A study of the heatwave that struck Western Europe in 2003 found that nearly a third of Switzerland's excess mortality came from ground-level ozone -- the pollution caused by a reaction between sunlight and traffic exhausts, which can be dangerous for people with respiratory or cardiac problems.

In some cases, says the report, climate change may be positive. In northerly latitudes, winters will become shorter and milder, easing the risk to poor and elderly people of cold waves.

But overall, the outcome will be "overwhelmingly negative", hitting most of all poor tropical countries with water stress, poor sanitation and shaky medical infrastructure.

One study cited in the report projects that the number of people at risk of hunger in the Sahel country of Mali will roughly double, from 34 percent today to between 64-72 percent
in the 2050s, if nothing is done to help the population adapt to the threat.

The report puts the spotlight on populations in these areas:

-- COASTAL AND LOW-LYING AREAS: A quarter of the world's six billion people lives within 100 kilometres (62 miles) distance and 100 metres (325 feet) elevation of the coastline.
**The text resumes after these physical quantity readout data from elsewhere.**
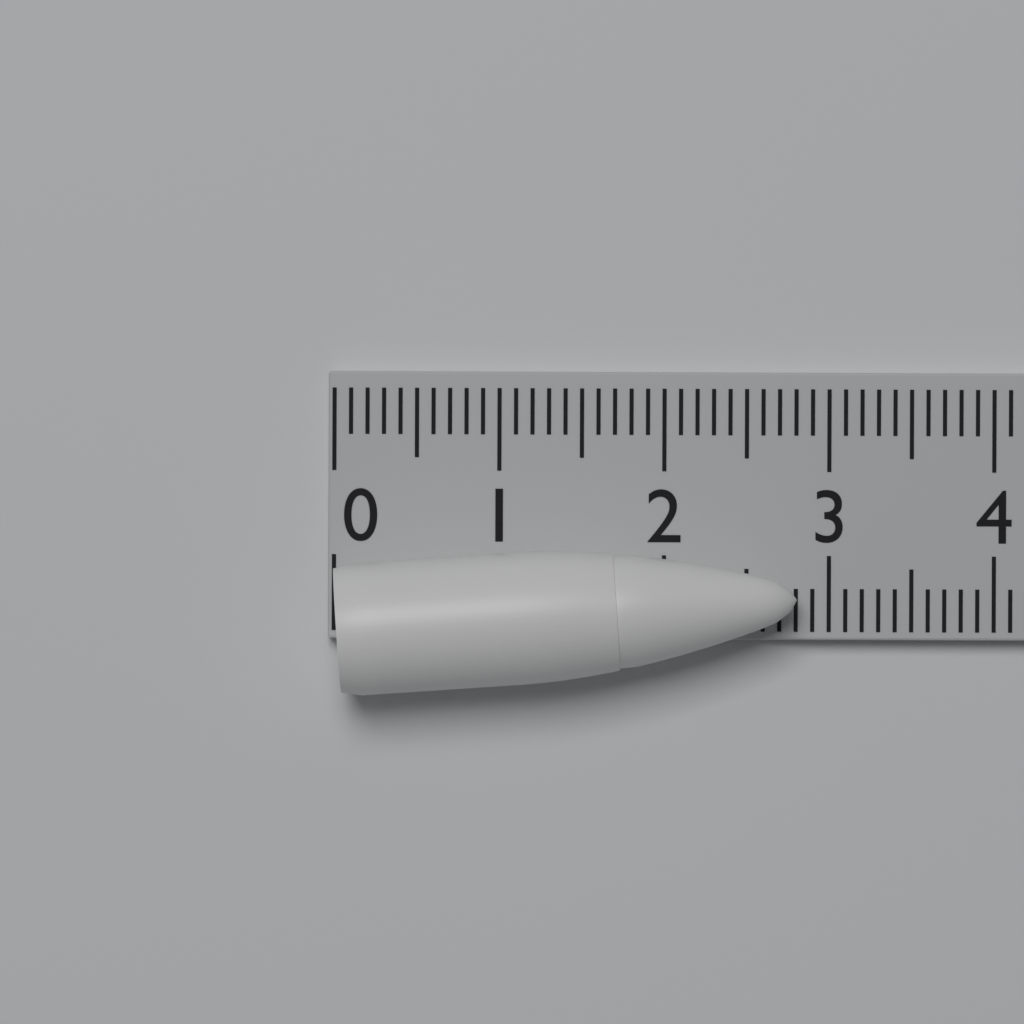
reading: 2.8 (no unit)
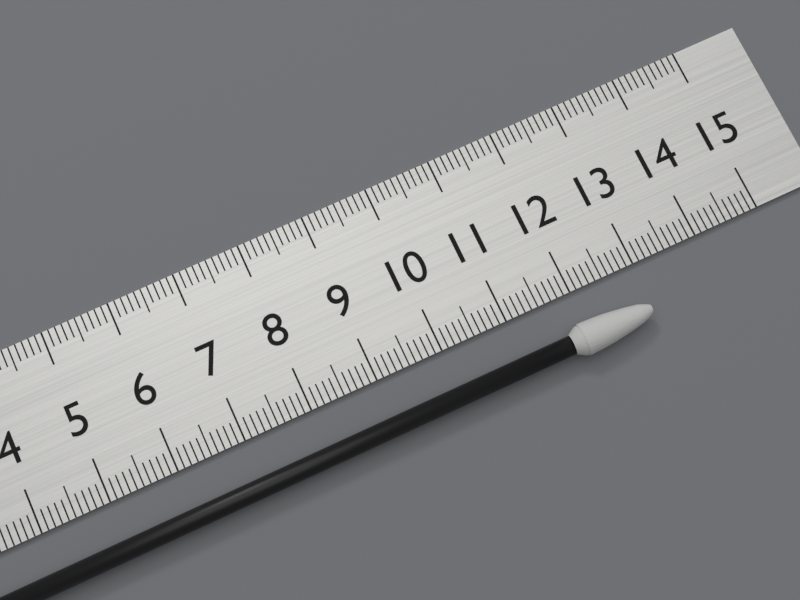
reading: 12.9 cm
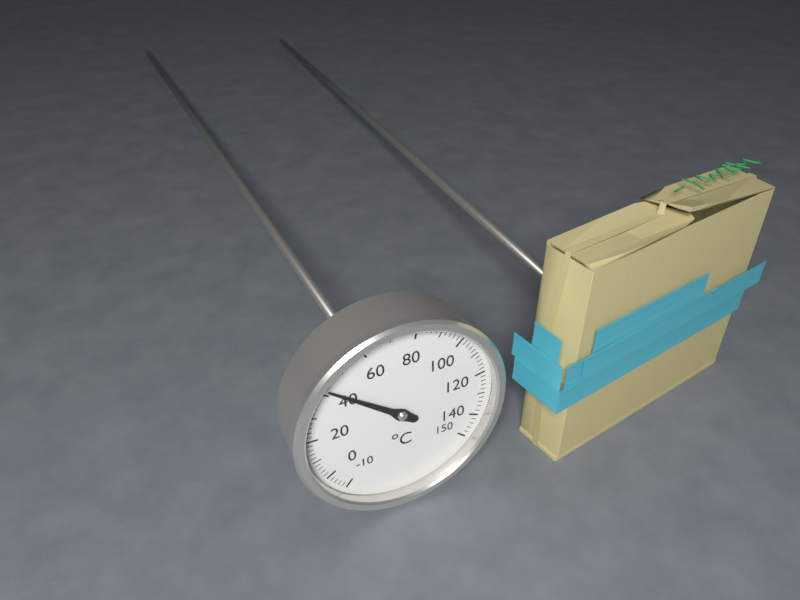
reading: 42 °C
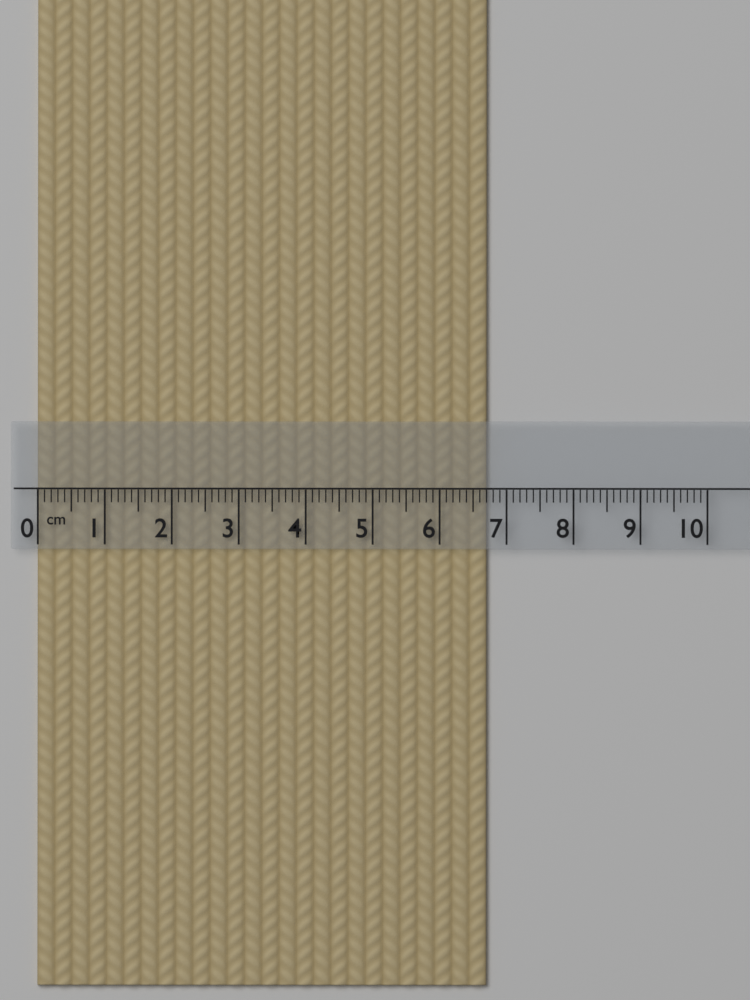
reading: 6.7 cm
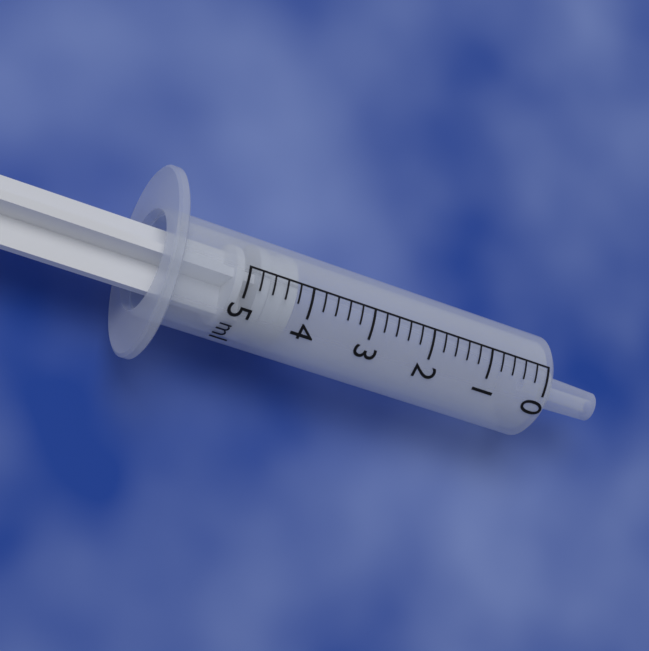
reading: 4.2 ml
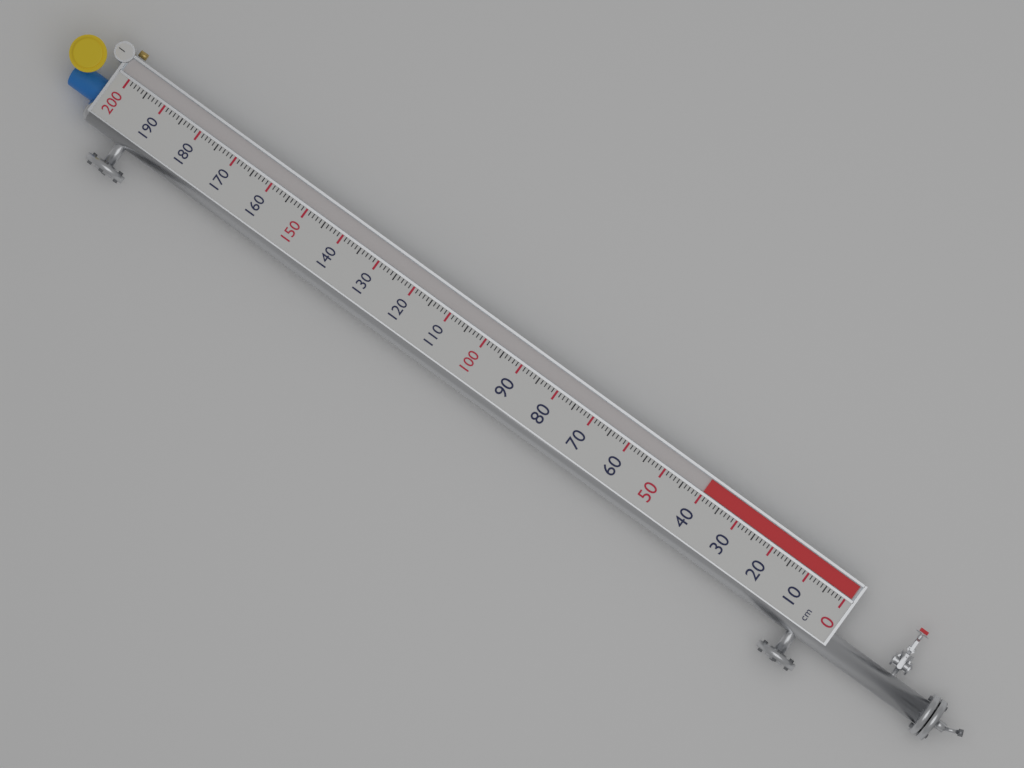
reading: 40 cm
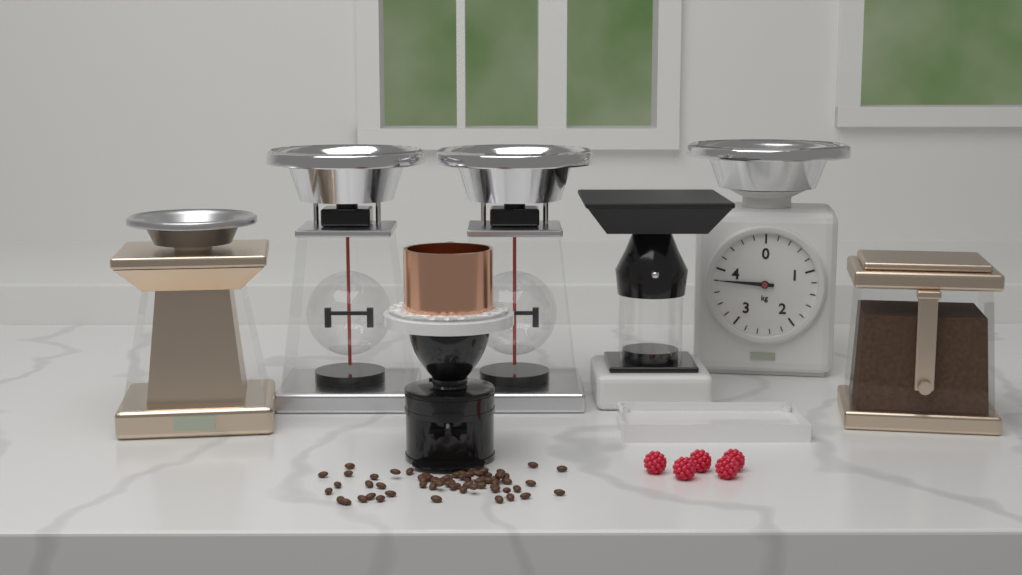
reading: 3.8 kg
Depending on the levels of carbon pollution in the atmosphere, these areas are at risk from rising sea levels, more powerful storms, coastal flooding, damage to fisheries and saltwater intrusion into freshwater resources. According to one estimate, nearly five percent of the population of Bangladesh could face inundation if temperatures rise 2 C (3.8 F), the sea level increases 30 centimetres (12 inches) and monsoon rainfall rises 18 percent, which are middle-of-the-range estimates. This could increase to 57 percent of the population in a computer model of a high-range 4 C (7.2 F) temperature increase, a 100-cm (40-inch) rise in sea level and a 33 percent increase in monsoon precipitation.

-- MOUNTAIN REGIONS: Glaciers are in rapid retreat in the Himalayas, Greenland, the European Alps, the Andes and East Africa, causing for some populations the future risk of water insecurity. Nearly a quarter of China's population, for instance, lives in western regions where glacial melt provides the main water source in the dry season. A warmer climate will enable mosquitoes to live at altitudes that previously were too cold, while more extreme rainfall will boost the number of floods and landslides.

-- POLAR REGIONS: Indigenous peoples who comprise roughly 10 percent of the circumpolar population are "particularly vulnerable" to climate change, both in threats to their habitat and their lifestyle. Warmer temperatures will increase the range of disease-bearing wildlife and badly affect traditional nutrition because of changes in animal migration and distribution.